GE has established bank lines worth $40 billion to stop gap GE Capital in the event of a credit rating downgrade, which Bank of America estimates will sustain the business through 2020.
“[But] there is little room for error from the execution standpoint or [for] another sizable charge at GE Capital,” Bank of America wrote.
The Securities and Exchange Commission opened an investigation into General Electric’s accounting practices in the wake of the conglomerate’s review of its insurance business. On Jan. 16, GE revealed it had conducted a review of its GE Capital insurance portfolio and decided to take a $6.2 billion after-tax charge in the fourth quarter of 2017, and contribute $15 billion over the next seven years to shore up the portfolio’s reserves. The SEC is investigating both the process that led to the insurance reserve increase and the fourth-quarter charge, GE Chief Financial Officer Jamie Miller said at the time.
In addition, the U.S. Justice Department has opened an investigation in connection with alleged subprime mortgage violations. GE said in a regulatory filing Feb. 23 that the company faces allegations that GE Capital, and its now defunct WMC Mortgage business, violated U.S. law in connection with subprime mortgages.
The Justice Department “is likely to assert” violation of financial regulatory law, GE said in the filing, due to “WMC’s origination and sale of subprime mortgage loans in 2006 and 2007.” The company, which sold WMC in 2007, said the warning about potential Justice action includes the outcomes from investigations of other financial firms.
“These outstanding legal matters or investigations amount to up to $10 billion in incremental liability in GE Capital,” Bank of America said, while noting that it sees this total charge as “the worst case scenario.”
The analysts note GE has already set aside to pay “some of the potential liabilities” – reserves of which are now $426 million, according to Deutsche Bank’s estimates. But Bank of America said its model assumes about “$1 billion of cash outflow to settle” the WMC claims.

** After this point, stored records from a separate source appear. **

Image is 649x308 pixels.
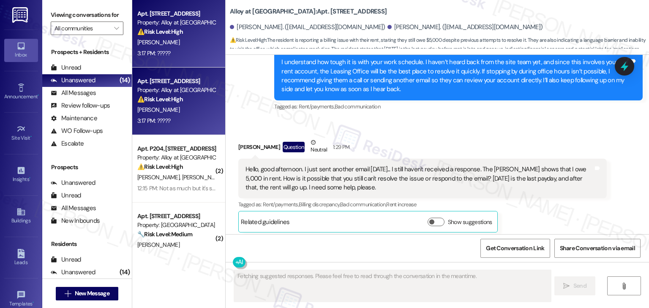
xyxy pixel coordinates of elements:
a: Insights • [4,163,38,186]
div: Related guidelines [241,218,290,230]
div: [PERSON_NAME]. ([EMAIL_ADDRESS][DOMAIN_NAME]) [230,23,385,32]
a: Leads [4,247,38,270]
div: Review follow-ups [51,101,110,110]
span: • [33,300,34,306]
div: Apt. P204, [STREET_ADDRESS] [137,144,215,153]
div: Maintenance [51,114,97,123]
span: Bad communication [335,103,380,110]
span: Share Conversation via email [560,244,635,253]
span: • [29,175,30,181]
span: Rent increase [386,201,417,208]
i:  [563,283,569,290]
div: All Messages [51,89,96,98]
div: Property: Alloy at [GEOGRAPHIC_DATA] [137,86,215,95]
div: [PERSON_NAME] [238,138,607,159]
strong: 🔧 Risk Level: Medium [137,231,192,238]
b: Alloy at [GEOGRAPHIC_DATA]: Apt. [STREET_ADDRESS] [230,7,387,16]
span: [PERSON_NAME] [137,241,180,249]
span: Get Conversation Link [486,244,544,253]
div: New Inbounds [51,217,100,226]
div: WO Follow-ups [51,127,103,136]
strong: ⚠️ Risk Level: High [137,95,183,103]
i:  [621,283,627,290]
div: Unanswered [51,268,95,277]
a: Inbox [4,39,38,62]
span: : The resident is reporting a billing issue with their rent, stating they still owe $5,000 despit... [230,36,649,63]
div: Unanswered [51,76,95,85]
span: Rent/payments , [299,103,335,110]
div: Prospects + Residents [42,48,132,57]
div: (14) [117,266,132,279]
div: Property: Alloy at [GEOGRAPHIC_DATA] [137,18,215,27]
button: Send [554,277,595,296]
i:  [65,291,71,297]
button: New Message [56,287,118,301]
a: Site Visit • [4,122,38,145]
div: Unread [51,191,81,200]
div: Apt. [STREET_ADDRESS] [137,9,215,18]
img: ResiDesk Logo [12,7,30,23]
div: Escalate [51,139,84,148]
span: New Message [75,289,109,298]
div: Property: [GEOGRAPHIC_DATA] [137,221,215,230]
div: Tagged as: [238,199,607,211]
span: • [30,134,32,140]
span: • [38,93,39,98]
span: [PERSON_NAME] [137,38,180,46]
div: Residents [42,240,132,249]
div: I understand how tough it is with your work schedule. I haven’t heard back from the site team yet... [281,58,629,94]
div: Unanswered [51,179,95,188]
label: Viewing conversations for [51,8,123,22]
span: Send [573,282,586,291]
button: Get Conversation Link [480,239,550,258]
div: 3:17 PM: ????? [137,49,170,57]
div: 1:29 PM [331,143,349,152]
span: [PERSON_NAME] [137,174,182,181]
div: Tagged as: [274,101,643,113]
label: Show suggestions [448,218,492,227]
input: All communities [54,22,110,35]
div: Unread [51,63,81,72]
span: [PERSON_NAME] [137,106,180,114]
button: Share Conversation via email [554,239,640,258]
div: All Messages [51,204,96,213]
a: Buildings [4,205,38,228]
div: 3:17 PM: ????? [137,117,170,125]
i:  [114,25,119,32]
div: 12:15 PM: Not as much but it's still occurring [137,185,241,192]
div: Prospects [42,163,132,172]
span: [PERSON_NAME] [182,174,224,181]
span: Rent/payments , [263,201,299,208]
div: Neutral [309,138,328,156]
textarea: Fetching suggested responses. Please feel free to read through the conversation in the meantime. [234,270,550,302]
div: Apt. [STREET_ADDRESS] [137,212,215,221]
div: Question [283,142,305,153]
strong: ⚠️ Risk Level: High [137,163,183,171]
strong: ⚠️ Risk Level: High [230,37,266,44]
div: Hello, good afternoon. I just sent another email [DATE]... I still haven't received a response. T... [245,165,593,192]
div: Unread [51,256,81,264]
div: [PERSON_NAME]. ([EMAIL_ADDRESS][DOMAIN_NAME]) [387,23,543,32]
span: Billing discrepancy , [299,201,340,208]
div: Apt. [STREET_ADDRESS] [137,77,215,86]
span: Bad communication , [340,201,386,208]
div: Property: Alloy at [GEOGRAPHIC_DATA] [137,153,215,162]
div: (14) [117,74,132,87]
strong: ⚠️ Risk Level: High [137,28,183,35]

The expected sale of $20 billion in General Electric assets is why Bank of America believes GE Capital will have “sufficient liquidity through” 2020. In the best case scenario, GE Capital has an equity value of $7 billion, making a sale of the portfolio a more palatable undertaking for a buyer. Yet Bank of America’s worst case scenario puts GE Capital as a $4 billion loss, or minus 50 cents per share. At that point, offloading GE Capital would require the conglomerate to pay an entity to acquire the portfolio.
General Electric is expected to report its first-quarter earnings on April 20. Chief Executive John Flannery said Wednesday at CNBC’s Net/Net event that this will be GE’s “first report card” toward proving the company’s restructuring is helping to “run the company better.”
“We know we have great franchises; we know we can run them better,” Flannery said. “There’s a nucleus of strength and improvement in that we see right in front of us.”
GE stock’s was near $13 per share on Thursday, having dropped more than 56 percent over the last 12 months.